Accepted for/Published in: JMIR Research Protocols
Date Submitted: Jun 10, 2020
Open Peer Review Period: Jun 9, 2020 - Jun 19, 2020
Date Accepted: Aug 25, 2020
(closed for review but you can still tweet)
Improving the management of Atrial Fibrillation in General Practice: Protocol for a Mixed Method Study
ABSTRACT
Background:
Atrial fibrillation (AF) is one of the commonest arrhythmias seen in general practice. The thromboembolic complications of AF include Transient Ischemic Attack (TIA), stroke and pulmonary embolism. Early recognition of AF can lead to early intervention with managing the risks of these complications.
Objective:
The primary aim of this study is to investigate if patients are currently being managed in general practice according to current national guidelines. In addition, the study will evaluate the impact of direct oral anticoagulant use with respect to AF complications in a real-world dataset. The secondary aims of the study are to develop a dashboard that will allow monitoring the management of AF in general practice and evaluate the usability of the dashboard.
Methods:
The study will be conducted in two phases: (1) The initial phase is a quantitative analysis of routinely collected primary care data from the Oxford Royal College of General Practitioners Research and Surveillance Center (RCGP RSC) sentinel network database. AF cases will be identified from 2009-2019. The study will investigate the impact of the use of anticoagulants on complications of AF over this time period. We will use this dataset to examine how AF was managed in primary care during the last decade. (2) The second phase will involve development of an online dashboard for monitoring management of AF in general practice. We will conduct a usability evaluation for the dashboard identify usability issues and perform enhancements to improve usability. Planned outputs: Findings from the study will be submitted for publication in peer-reviewed journals to report quantitative and qualitative aspects of the study., Funding: Funding for study by Daiichi Sankyo.
Citation
Request queued. Please wait while the file is being generated. It may take some time.
Copyright
© The authors. All rights reserved. This is a privileged document currently under peer-review/community review (or an accepted/rejected manuscript). Authors have provided JMIR Publications with an exclusive license to publish this preprint on it's website for review and ahead-of-print citation purposes only. While the final peer-reviewed paper may be licensed under a cc-by license on publication, at this stage authors and publisher expressively prohibit redistribution of this draft paper other than for review purposes.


#### TASK BRIEF:
Check each line of the material. Copy those containing "significantly".

#### SUPPLIED DATA:
━━━━━━━━━━

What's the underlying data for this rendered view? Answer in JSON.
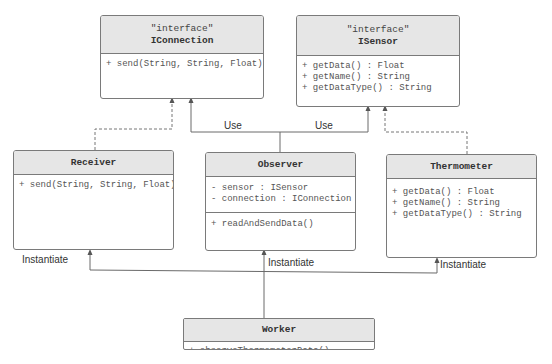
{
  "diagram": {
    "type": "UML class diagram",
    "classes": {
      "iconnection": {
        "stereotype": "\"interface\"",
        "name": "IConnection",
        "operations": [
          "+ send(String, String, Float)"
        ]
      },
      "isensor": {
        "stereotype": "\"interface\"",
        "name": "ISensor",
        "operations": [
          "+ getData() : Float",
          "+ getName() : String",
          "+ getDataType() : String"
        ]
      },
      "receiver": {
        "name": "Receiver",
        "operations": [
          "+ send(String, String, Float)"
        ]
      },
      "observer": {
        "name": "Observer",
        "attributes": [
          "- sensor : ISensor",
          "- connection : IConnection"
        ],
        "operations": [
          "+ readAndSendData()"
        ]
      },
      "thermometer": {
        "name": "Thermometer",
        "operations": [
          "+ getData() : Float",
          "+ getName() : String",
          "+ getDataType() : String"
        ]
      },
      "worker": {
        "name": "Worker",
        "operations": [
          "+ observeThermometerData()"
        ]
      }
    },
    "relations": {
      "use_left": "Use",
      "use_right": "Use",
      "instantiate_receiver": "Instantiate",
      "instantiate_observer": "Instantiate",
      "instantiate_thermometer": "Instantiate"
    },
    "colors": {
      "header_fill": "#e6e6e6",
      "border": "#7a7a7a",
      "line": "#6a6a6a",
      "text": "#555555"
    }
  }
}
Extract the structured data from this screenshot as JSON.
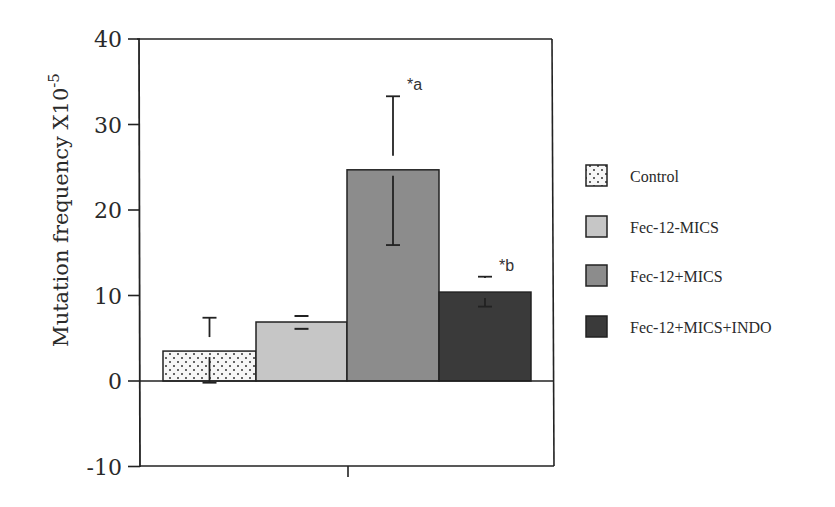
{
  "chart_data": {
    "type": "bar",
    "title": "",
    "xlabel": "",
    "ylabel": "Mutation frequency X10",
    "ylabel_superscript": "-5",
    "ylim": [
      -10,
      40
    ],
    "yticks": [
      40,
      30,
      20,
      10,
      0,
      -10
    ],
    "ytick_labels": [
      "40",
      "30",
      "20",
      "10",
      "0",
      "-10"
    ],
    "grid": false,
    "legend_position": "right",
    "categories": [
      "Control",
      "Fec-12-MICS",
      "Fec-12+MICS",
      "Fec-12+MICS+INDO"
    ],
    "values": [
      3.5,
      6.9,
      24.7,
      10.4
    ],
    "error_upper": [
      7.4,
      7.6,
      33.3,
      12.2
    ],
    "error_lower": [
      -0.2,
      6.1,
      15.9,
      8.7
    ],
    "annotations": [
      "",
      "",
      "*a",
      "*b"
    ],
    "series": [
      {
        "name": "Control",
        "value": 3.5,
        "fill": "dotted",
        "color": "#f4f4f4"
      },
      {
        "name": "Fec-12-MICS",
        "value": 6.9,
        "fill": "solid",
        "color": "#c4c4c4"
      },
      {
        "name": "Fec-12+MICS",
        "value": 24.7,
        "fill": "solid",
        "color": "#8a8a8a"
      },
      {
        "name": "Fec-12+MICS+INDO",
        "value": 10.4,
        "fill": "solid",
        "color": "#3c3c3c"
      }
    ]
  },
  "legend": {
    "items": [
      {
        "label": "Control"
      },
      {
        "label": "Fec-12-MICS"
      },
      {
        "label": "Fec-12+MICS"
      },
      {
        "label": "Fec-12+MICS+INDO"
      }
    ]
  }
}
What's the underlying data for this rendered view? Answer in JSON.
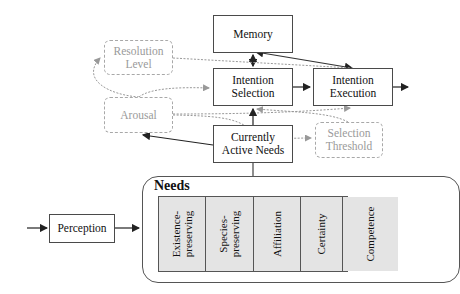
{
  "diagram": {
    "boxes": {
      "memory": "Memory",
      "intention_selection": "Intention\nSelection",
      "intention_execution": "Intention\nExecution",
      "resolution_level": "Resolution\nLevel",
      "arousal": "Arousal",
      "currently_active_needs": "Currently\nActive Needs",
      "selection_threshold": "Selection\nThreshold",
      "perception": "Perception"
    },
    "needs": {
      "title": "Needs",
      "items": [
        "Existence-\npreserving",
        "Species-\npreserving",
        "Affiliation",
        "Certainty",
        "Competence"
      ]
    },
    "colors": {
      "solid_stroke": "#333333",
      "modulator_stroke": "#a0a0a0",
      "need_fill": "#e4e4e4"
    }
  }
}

━━━━━━━━━━

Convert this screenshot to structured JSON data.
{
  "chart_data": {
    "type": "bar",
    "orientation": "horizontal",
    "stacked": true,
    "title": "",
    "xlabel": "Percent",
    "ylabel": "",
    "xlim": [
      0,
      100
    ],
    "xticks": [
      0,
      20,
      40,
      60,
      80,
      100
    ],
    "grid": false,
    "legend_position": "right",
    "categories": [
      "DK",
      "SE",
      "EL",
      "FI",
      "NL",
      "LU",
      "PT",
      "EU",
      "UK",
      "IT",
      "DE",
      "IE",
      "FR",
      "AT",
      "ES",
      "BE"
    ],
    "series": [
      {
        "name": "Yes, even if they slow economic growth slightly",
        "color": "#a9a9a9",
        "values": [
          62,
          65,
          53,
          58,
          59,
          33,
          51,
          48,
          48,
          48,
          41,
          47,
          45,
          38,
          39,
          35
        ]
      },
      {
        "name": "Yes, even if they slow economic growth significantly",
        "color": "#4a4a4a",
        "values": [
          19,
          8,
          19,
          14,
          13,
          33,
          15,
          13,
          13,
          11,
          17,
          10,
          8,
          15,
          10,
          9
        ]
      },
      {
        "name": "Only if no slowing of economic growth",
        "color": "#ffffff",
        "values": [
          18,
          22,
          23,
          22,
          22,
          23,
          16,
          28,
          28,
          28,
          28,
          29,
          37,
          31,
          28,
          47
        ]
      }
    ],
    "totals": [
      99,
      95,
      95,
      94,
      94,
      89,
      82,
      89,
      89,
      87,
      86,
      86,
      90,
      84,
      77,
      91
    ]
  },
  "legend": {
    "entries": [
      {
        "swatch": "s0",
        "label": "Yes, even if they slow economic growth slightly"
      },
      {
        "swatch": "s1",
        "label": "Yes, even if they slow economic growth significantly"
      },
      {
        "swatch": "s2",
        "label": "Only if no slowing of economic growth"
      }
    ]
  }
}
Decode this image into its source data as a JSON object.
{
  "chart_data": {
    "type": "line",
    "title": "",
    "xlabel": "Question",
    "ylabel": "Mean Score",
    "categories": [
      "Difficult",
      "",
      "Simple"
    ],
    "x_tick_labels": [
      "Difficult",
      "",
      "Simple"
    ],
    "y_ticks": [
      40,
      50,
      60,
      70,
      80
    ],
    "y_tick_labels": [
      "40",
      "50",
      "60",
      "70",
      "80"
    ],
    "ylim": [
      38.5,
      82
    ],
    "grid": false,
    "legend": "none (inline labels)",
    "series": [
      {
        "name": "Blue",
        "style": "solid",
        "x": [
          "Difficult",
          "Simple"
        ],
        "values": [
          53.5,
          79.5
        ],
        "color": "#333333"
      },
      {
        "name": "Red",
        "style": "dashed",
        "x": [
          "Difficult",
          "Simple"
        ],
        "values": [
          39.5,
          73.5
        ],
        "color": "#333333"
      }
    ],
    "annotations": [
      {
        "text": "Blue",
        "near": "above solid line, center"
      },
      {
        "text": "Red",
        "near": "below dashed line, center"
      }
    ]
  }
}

━━━━━━━━━━

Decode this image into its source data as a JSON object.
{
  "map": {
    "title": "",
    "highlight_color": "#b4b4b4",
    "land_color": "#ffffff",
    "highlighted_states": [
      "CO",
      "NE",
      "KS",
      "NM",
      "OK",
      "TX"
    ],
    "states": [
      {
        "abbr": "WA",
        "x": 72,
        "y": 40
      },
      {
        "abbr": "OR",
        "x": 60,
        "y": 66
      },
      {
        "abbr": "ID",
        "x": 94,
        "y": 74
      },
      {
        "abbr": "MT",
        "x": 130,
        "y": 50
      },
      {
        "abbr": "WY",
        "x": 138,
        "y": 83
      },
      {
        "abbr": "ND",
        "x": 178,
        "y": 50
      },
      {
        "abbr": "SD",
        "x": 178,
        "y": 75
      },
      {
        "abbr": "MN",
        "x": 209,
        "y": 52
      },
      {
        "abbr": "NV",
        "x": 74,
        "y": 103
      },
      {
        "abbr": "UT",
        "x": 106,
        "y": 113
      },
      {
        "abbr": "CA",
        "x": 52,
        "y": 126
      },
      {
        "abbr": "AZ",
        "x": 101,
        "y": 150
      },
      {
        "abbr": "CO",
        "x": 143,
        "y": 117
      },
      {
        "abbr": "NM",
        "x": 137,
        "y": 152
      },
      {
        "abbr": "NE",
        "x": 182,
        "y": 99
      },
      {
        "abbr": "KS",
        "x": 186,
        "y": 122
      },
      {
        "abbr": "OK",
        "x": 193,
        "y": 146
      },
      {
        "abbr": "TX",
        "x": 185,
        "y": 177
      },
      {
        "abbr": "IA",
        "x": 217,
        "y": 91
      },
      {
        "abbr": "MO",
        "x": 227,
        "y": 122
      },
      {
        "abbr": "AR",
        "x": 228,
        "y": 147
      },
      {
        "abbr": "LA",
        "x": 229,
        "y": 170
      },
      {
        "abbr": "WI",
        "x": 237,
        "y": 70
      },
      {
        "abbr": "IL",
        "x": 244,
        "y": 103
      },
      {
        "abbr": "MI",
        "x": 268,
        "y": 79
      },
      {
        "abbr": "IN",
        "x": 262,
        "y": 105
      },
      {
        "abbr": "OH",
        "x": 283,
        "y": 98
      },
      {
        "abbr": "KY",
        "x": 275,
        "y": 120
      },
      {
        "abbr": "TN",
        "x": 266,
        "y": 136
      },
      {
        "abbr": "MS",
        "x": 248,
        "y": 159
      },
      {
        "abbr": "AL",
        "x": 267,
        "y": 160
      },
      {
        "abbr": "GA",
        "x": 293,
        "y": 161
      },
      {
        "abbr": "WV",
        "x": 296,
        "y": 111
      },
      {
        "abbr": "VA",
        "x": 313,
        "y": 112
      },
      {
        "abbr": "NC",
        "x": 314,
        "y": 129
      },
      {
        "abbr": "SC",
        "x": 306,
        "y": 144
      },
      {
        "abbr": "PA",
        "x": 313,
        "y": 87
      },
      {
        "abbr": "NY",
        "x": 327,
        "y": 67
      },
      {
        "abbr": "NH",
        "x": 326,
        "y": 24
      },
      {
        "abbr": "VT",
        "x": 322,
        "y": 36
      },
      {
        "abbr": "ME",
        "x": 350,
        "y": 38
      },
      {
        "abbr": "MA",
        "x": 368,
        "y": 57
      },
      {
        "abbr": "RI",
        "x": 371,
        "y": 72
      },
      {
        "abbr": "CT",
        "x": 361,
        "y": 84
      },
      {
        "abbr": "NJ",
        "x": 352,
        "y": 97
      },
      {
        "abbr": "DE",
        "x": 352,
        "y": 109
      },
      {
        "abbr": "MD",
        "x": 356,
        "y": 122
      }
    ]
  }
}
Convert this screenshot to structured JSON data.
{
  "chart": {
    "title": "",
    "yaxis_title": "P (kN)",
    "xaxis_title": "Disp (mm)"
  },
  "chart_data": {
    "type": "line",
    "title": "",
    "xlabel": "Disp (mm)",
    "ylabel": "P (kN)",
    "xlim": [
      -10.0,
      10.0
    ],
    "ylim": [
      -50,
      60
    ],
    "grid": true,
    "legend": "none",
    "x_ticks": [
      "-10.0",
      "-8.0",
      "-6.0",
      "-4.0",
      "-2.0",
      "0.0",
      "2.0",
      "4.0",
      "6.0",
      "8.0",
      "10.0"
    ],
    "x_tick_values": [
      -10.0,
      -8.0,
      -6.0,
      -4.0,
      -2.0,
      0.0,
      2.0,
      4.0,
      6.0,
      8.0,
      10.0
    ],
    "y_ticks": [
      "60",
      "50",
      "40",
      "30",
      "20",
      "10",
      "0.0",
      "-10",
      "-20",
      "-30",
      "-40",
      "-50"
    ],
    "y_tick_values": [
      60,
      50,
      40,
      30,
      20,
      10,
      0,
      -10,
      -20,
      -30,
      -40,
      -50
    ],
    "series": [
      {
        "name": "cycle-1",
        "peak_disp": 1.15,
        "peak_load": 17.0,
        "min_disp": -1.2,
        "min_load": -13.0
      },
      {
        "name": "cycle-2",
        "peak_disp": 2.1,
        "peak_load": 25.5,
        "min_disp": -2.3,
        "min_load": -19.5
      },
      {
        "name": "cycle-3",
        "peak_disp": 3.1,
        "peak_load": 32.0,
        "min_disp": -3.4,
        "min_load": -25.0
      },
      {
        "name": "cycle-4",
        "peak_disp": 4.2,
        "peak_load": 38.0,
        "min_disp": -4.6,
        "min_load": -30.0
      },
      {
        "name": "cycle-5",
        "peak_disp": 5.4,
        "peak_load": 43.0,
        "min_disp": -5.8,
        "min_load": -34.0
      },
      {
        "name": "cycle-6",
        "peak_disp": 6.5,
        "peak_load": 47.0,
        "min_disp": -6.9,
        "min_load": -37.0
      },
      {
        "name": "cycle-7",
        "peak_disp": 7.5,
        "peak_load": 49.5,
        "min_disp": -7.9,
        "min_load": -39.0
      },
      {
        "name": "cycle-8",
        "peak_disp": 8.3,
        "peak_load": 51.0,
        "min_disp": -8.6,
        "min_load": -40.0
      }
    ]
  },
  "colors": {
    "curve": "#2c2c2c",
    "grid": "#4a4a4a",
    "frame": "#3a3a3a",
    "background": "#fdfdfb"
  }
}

━━━━━━━━━━

#### EXERCISE SOLUTION:
        "name": "Yes, even if they slow economic growth significantly",
        "label": "Yes, even if they slow economic growth significantly"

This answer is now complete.